Opus 4.5 changed everything (Changelog Interviews #678)
Burke Holland works on GitHub Copilot by day and codes with his AI agents always. Early January, Burke posted about how Opus 4.5 changed everything. We were all still buzzing from the holiday-season 2x usage bump Claude gave us, and Opus 4.5 felt like a genuine step function in capability. Burke and I get into all the details. Opus 4.5 may have started the fire, but GPT-5.3 Codex is certainly living up to the hype.
The mythical agent-month (Changelog News #182)
Wes McKinney on the mythical agent-month, install Peon Ping to employ a Peon today, Andreas Kling explains why Ladybird is adopting Rust, Cloudflare has a new MCP server that's quite efficient, and Elliot Bonneville thinks the only moat left is money.
Selling SDKs in the era of many Claudes (Changelog Interviews #677)
Steve Ruiz joins us for a deep-dive on tldraw (a very good free whiteboard) and the business he's built selling SDKs that help others build very good whiteboards (and more) with tldraw's high-performance web canvas. Along the way, we discuss the excitement/fear we share about keeping our agents busy, how SDK and infra companies are affected differently by agentic software than SaaS companies, how Steve is approaching the coming era of internal tooling, what will happen when we equip LLMs with an infinite canvas, and more.
All the Claw things (Changelog News #181)
Peter Steinberger joins OpenAI, ZeroClaw is "claw done right", MimiClaw runs on a $5 chip, Steve Yegge on managing the AI Vampire, and the day the telnet died.
Han shot first (Changelog & Friends #128)
Our ol' friend, Brett Cannon, is back to talk all things Python. But first!
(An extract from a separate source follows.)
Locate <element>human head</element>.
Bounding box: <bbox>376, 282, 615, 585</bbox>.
Star Wars, Machete Order, Lost, Babylon 5, Game of Thrones, Murderbot, Ted Lasso, Project Hail Mary, David Attenborough, perpetual voice rights, and the AI uncanny valley.
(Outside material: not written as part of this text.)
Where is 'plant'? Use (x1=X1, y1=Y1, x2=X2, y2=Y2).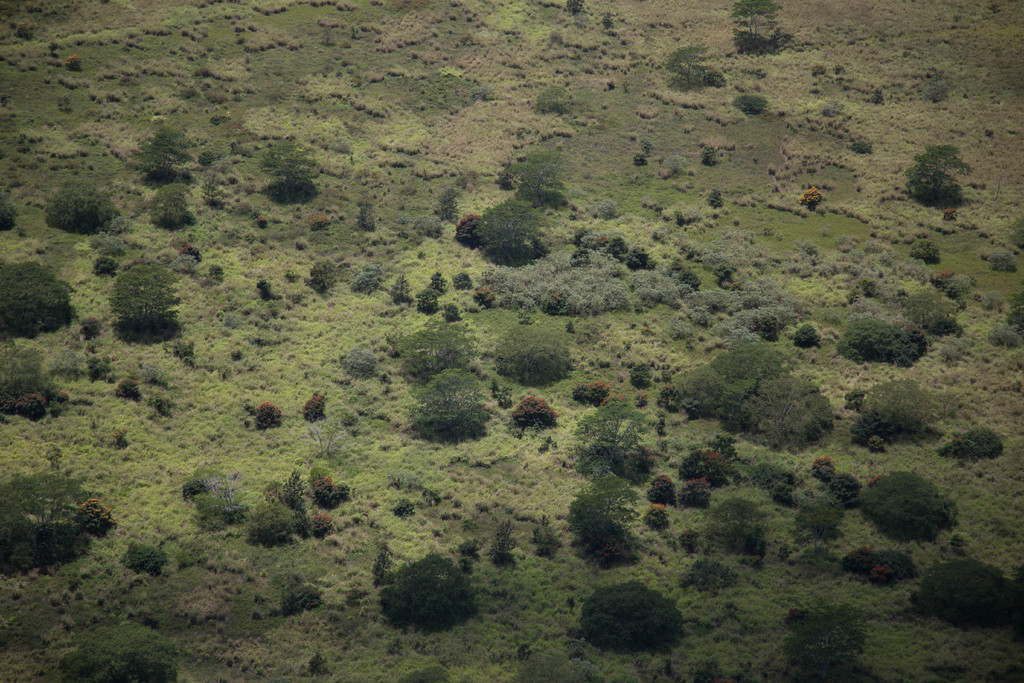
(x1=745, y1=457, x2=804, y2=490).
Building the machine that builds the machine (Changelog Interviews #676)
Paul Dix joins us to discuss the InfluxDB co-founder's journey adapting to an agentic world. Paul sent his AI coding agents on various real-world side quests and shares all his findings: what's going to prod, what's not, and why he's (at least for a bit) back to coding by hand.
Vouch for an open source web of trust (Changelog News #180)
Mitchell Hashimoto's trust management system for open source, Nicholas Carlini has a team of Claudes build a C compiler, Stephan Schwab recounts the history of attempted developer replacement, NanClaw is an alternative to OpenClaw, and Sophie Koonin can't wrap her head around so many people going so hard on LLM-generated code.
It's a renaissance woman's world (Changelog & Friends #127)
Amal Hussein returns to tell us all about her new role at Istari, what life is like outside the web browser, how she's helping ambitious orgs in aerospace, what the SDLC looks like in 2026, and a whole lot more. Wait, moon vacuums?!
Setting Docker Hardened Images free (Changelog Interviews #675)
In May of 2025, Docker launched Hardened Images, a secure, minimal, production-ready set of images. In December, they made DHI freely available and open source to everyone who builds software. On this episode, we're joined by Tushar Jain, EVP of Engineering at Docker to learn all about it.
The tech monoculture is finally breaking (Changelog News #179)
Jason Willems believes the tech monoculture is finally breaking, Don Ho shares some bad Notepad++ news, Tailscale's Avery Pennarun pens a great downtime apology, Milan Milanović explains why you can only code 4 hours per day, and Addy Osmani on managing comprehension debt when leaning on AI to code.
Natural born SaaS killers (Changelog & Friends #126)
We discuss the buzz around Clawdbot / MoltBot / OpenClaw, how app subscriptions are turning into weekend hacking projects, why SaaS stocks are crashing on Wall Street, and what it all means.
Securing npm is table stakes (Changelog Interviews #674)
As the creator and long-time maintainer of ESLint, Nicholas Zakas is well-positioned to criticize GitHub's recent response to npm's insecurity. He found the response insufficient, and has other ideas on how GitHub could secure npm better. On this episode, Nicholas details these ideas, paints a bleak picture of npm alternatives like JSR, and shares our frustration that such a critical piece of internet infrastructure feels neglected.